For the next 20 to 30 minutes, she held John and talked to him, trying to keep his spirits up.
In the ambulance, John began experiencing phantom pain, complaining that his now severed hands were hurting.
A 2012 photo of John Thompson, 20 years after his arms were ripped off in a farm accident near Hursdfield, N.D. His arms were reattached in a story that made international news. "That's usually the first thing people say: 'You're the kid in the bathtub.' But the publicity was positive in many ways, too, he said.
Today, th... 101 5th Street North, "That's not easy to deal with as a young man and wanting to be independent," she said.But the attention that has followed him for the past two decades has been harder to deal with than the actual disability, John Thompson said. Farm accident amputee John Thompson whose arms were microsurgically re-attached, using a Dirt Devil upright vacuum on his living rm. He only lived a few miles away. John said he dropped out, but was still on the ballot that year. Fargo, Get premium, high resolution news photos at Getty Images "That's always been a great thing about it," he said.Readers can reach Forum reporter Heidi Shaffer at (701) 241-5511 The tractor’s engine powers another metal shaft, called a power takeoff, which sets the auger in motion, carrying the grain into the bins.It was something he had done many times. He made his way 100 yards uphill to the house.
As Renee hustled in to comfort him, he implored her to keep Tammy away.It took only a moment for Renee to realize just how bad it was. He often had to hand the keys to a client.Things are more difficult for Thompson, but he still does them. The attending physician immediately phoned Van Beek, who was on call at North Memorial hospital, a regional trauma center that has six microsurgeons skilled in limb reattachment. He was in the bathtub with the shower curtain covering most of him.
In an April 4, 1992 photo, John Thompson, right, stands with his parents, Larry and Karen, in front of a combine at his parent's farm near Hurdsfield, N.D. On a January day in 1992, an accident on a central North Dakota farm forever changed John Thompson's life. The then-high school senior's arms were severed by a tractor's power intake and successfully reattached in an eight-hour surgery. "The attention was way harder. ND Once he had hung up, John made it to the bathroom and got in the bathtub – so he wouldn’t stain his mother’s carpet.Tammy called her stepmother, Sharon Thompson and told her to call an ambulance. Unable to open a sliding patio door because it was locked, John used the bone sticking from his left shoulder to open the screen door at the front of the house. They arrived at the Thompson farm in about five minutes. "I don't care how old your child is, if your child is in pain, whether it's physical or psychological, you feel it," she said.His disability has made finding work difficult, Karen Thompson said.
He set the metal auger into place to feed the grain into the bins, then he parked the tractor next to the auger.
The story of a small-town North Dakota kid who dialed for help with a pencil clenched in his teeth and waited in the bathtub so he wouldn't get blood on his mother's carpet was featured in national headlines.Today, Thompson still gets recognized almost everywhere he goes, and it's those details people remember, he said. He wanted to clear the line so she could call the ambulance as quickly as possible. He remembers slipping on the ice, feeling a tug on his shirt – and in a terrifying moment, John was seriously injured, conscious, and alone.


*Work required*
The expected output is each line below containing "Image", copied in full.

*Data for processing*
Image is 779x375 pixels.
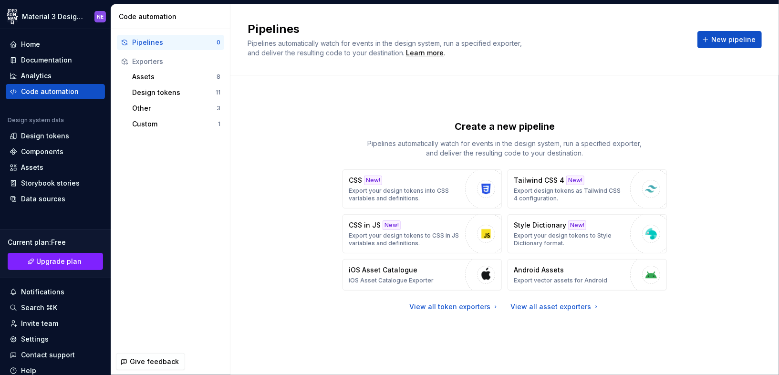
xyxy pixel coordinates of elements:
--
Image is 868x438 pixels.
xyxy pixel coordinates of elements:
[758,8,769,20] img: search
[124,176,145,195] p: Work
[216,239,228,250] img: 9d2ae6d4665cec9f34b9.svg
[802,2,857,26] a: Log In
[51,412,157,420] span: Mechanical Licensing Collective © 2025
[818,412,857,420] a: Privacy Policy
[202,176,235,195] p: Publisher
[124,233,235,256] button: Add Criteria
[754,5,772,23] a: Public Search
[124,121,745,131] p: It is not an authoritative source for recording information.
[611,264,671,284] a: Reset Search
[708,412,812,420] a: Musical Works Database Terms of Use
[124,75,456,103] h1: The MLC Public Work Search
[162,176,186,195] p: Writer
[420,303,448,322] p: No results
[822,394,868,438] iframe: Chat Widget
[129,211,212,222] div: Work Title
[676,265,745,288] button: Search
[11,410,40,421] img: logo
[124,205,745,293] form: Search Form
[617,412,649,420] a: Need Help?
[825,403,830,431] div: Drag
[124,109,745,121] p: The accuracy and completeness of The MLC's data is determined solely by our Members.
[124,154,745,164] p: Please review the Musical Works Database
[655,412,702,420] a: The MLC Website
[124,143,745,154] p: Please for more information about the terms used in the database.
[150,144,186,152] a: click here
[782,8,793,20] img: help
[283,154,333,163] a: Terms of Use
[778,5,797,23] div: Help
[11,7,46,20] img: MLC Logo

*Exercise result*
Image is 779x375 pixels.
Image is 868x438 pixels.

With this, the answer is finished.